They were marked 'satire', which supposedly justifies confusing elderly people or folk who have challenges interpreting this sort of information.
It's not funny. Hawke's Bay's DHB has reached the point where it doesn't justify the existence of this sort of thing by commenting.
Most people can muster respect for anti-vax views, if they aren't forced upon you like a door-knocking evangelist.
But when they are potentially hurtful, confusing or of the 'your body will become magnetised' ilk, tolerance erodes.
One area where we should maintain tolerance and patience is with our hospitality workers.
Show me a cafe or restaurant worker who took up the job so they could also police people entering the cafe, and question their right to be there by asking for a vaccine pass?
It's not fair on them but life under Covid is full of head-scratching anomalies and contradictions, not least of all a liberal government dictating how we live our lives. Still, we have no right to feel affronted at being asked for a vaccine pass.
No matter how many times you frequent a hospitality venue, flash your pass so it makes your hospo worker's life a little easier.
It's also good practice for when we enter the 'red' traffic light level. It's days, maybe weeks away if we look at the signs currently before us.
A) Omicron is now in the community and is highly contagious B) Labour is sending not-so-subtle 'get ready' warning signs now.
Under the red level, if you can, you are advised to work from home. For many of us, working from home equals lockdown. Yet again, we need to shift our mindset on this one.
Under 'red'. we live with Covid, we don't run from it.
Working from home in an Omicron outbreak is essentially an extreme form of social distancing so that businesses aren't faced with staff simultaneously getting sick.
In 2021, modelling suggested there could be close to 15,000 cases of Covid in Hawke's Bay.
When we ran the story, a reader complained we were being irresponsible by publishing the story and exaggerating the situation.
Unlike lies, sometimes the truth doesn't need exaggerating.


Problem:
Find and copy every line in the records that includes the string "Effects".
-- Supplied records follows --
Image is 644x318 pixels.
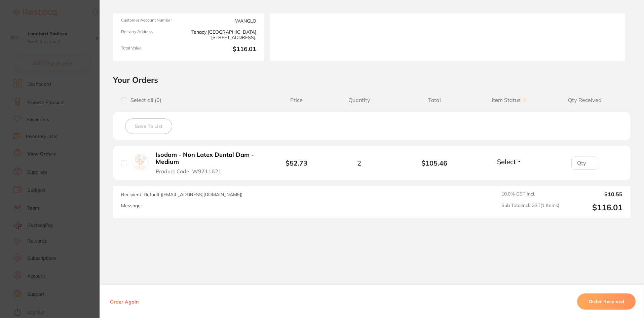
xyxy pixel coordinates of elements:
[108,298,140,305] button: Order Again
[113,74,631,85] h2: Your Orders
[565,202,622,212] output: $116.01
[156,152,260,165] b: Isodam - Non Latex Dental Dam - Medium
[577,293,635,309] button: Order Received
[547,96,622,103] span: Qty Received
[121,202,141,208] label: Message:
[154,151,261,175] button: Isodam - Non Latex Dental Dam - Medium Product Code: W9711621
[191,18,256,24] span: WANGLO
[121,191,242,198] span: Recipient: Default ( [EMAIL_ADDRESS][DOMAIN_NAME] )
[156,168,221,174] span: Product Code: W9711621
[472,96,548,103] span: Item Status
[357,159,361,167] span: 2
[121,46,186,53] span: Total Value
[191,46,256,53] b: $116.01
[191,30,256,40] span: Tenacy [GEOGRAPHIC_DATA][STREET_ADDRESS],
[565,191,622,197] output: $10.55
[125,118,172,134] button: Save To List
[571,156,598,170] input: Qty
[322,96,397,103] span: Quantity
[121,18,186,24] span: Customer Account Number
[501,191,559,197] span: 10.0 % GST Incl.
[495,158,524,166] button: Select
[271,96,322,103] span: Price
[121,30,186,40] span: Delivery Address
[501,202,559,212] span: Sub Total Incl. GST ( 1 Items)
[397,159,472,167] b: $105.46
[127,96,161,103] span: Select all ( 0 )
[132,154,149,171] img: Isodam - Non Latex Dental Dam - Medium
[497,158,515,166] span: Select
[397,96,472,103] span: Total
[285,159,307,167] b: $52.73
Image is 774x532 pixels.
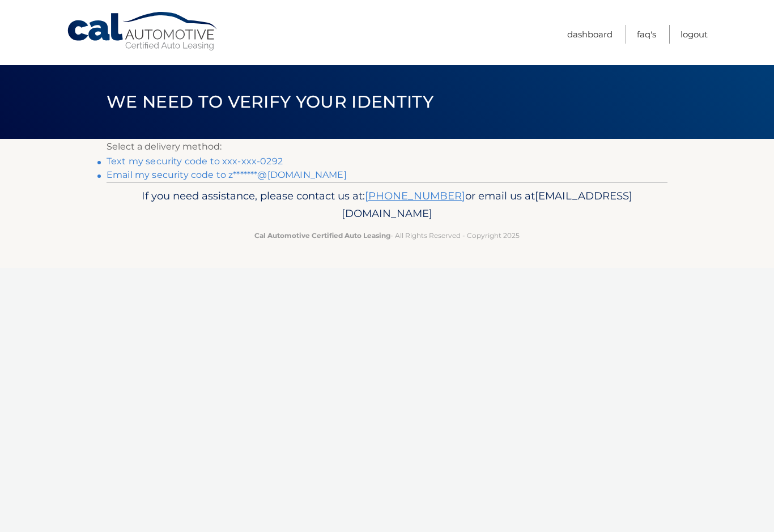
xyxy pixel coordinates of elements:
[637,25,656,44] a: FAQ's
[114,187,661,223] p: If you need assistance, please contact us at: or email us at
[106,156,282,167] a: Text my security code to xxx-xxx-0292
[114,229,661,241] p: - All Rights Reserved - Copyright 2025
[255,231,390,240] strong: Cal Automotive Certified Auto Leasing
[106,91,434,112] span: We need to verify your identity
[106,170,346,180] a: Email my security code to z*******@[DOMAIN_NAME]
[106,139,668,154] p: Select a delivery method:
[681,25,708,44] a: Logout
[66,12,219,52] a: Cal Automotive
[365,189,465,202] a: [PHONE_NUMBER]
[567,25,613,44] a: Dashboard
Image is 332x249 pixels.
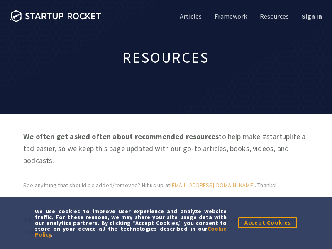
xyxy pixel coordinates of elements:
[23,130,309,166] p: to help make #startuplife a tad easier, so we keep this page updated with our go-to articles, boo...
[178,12,202,21] a: Articles
[213,12,247,21] a: Framework
[35,208,227,237] div: We use cookies to improve user experience and analyze website traffic. For these reasons, we may ...
[238,217,297,228] button: Accept Cookies
[35,225,227,238] a: Cookie Policy
[258,12,289,21] a: Resources
[170,181,255,189] a: [EMAIL_ADDRESS][DOMAIN_NAME]
[300,12,322,21] a: Sign In
[23,181,277,190] small: See anything that should be added/removed? Hit us up at . Thanks!
[23,132,219,141] strong: We often get asked often about recommended resources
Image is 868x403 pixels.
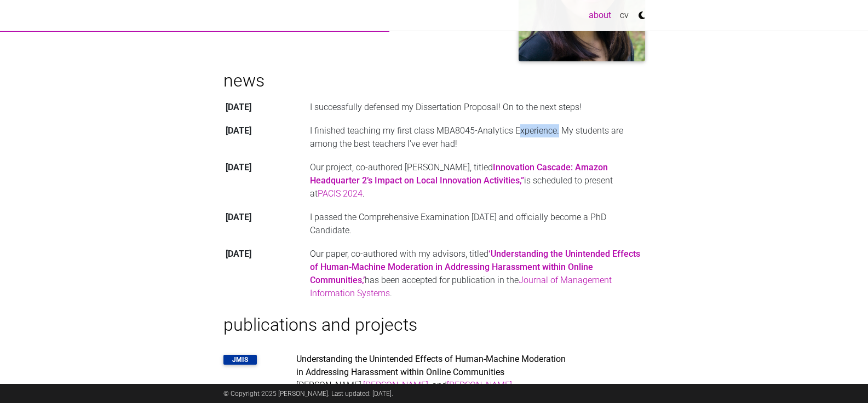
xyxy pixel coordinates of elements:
[232,356,248,363] a: JMIS
[308,156,645,205] td: Our project, co-authored [PERSON_NAME], titled is scheduled to present at .
[363,380,428,391] a: [PERSON_NAME]
[616,5,633,26] a: cv
[223,119,308,156] th: [DATE]
[308,95,645,119] td: I successfully defensed my Dissertation Proposal! On to the next steps!
[447,380,512,391] a: [PERSON_NAME]
[223,242,308,305] th: [DATE]
[318,188,362,199] a: PACIS 2024
[223,156,308,205] th: [DATE]
[585,5,616,26] a: about
[308,242,645,305] td: Our paper, co-authored with my advisors, titled has been accepted for publication in the .
[310,249,640,285] a: ‘Understanding the Unintended Effects of Human-Machine Moderation in Addressing Harassment within...
[223,70,265,91] a: news
[308,205,645,242] td: I passed the Comprehensive Examination [DATE] and officially become a PhD Candidate.
[297,380,361,391] em: [PERSON_NAME]
[223,205,308,242] th: [DATE]
[223,95,308,119] th: [DATE]
[223,314,418,335] a: publications and projects
[215,384,653,403] div: © Copyright 2025 [PERSON_NAME]. Last updated: [DATE].
[297,379,571,392] div: , , and
[297,352,571,379] div: Understanding the Unintended Effects of Human-Machine Moderation in Addressing Harassment within ...
[308,119,645,156] td: I finished teaching my first class MBA8045-Analytics Experience. My students are among the best t...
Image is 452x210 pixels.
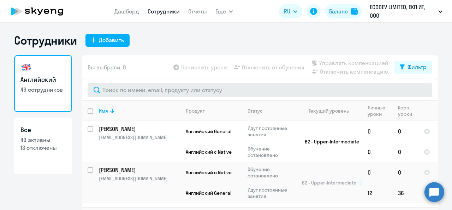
-- Supplied records concluded --
Output for this exercise:
[310,249,640,285] a: ‘Understanding the Unintended Effects of Human-Machine Moderation in Addressing Harassment within...
[297,352,571,379] div: Understanding the Unintended Effects of Human-Machine Moderation in Addressing Harassment within ...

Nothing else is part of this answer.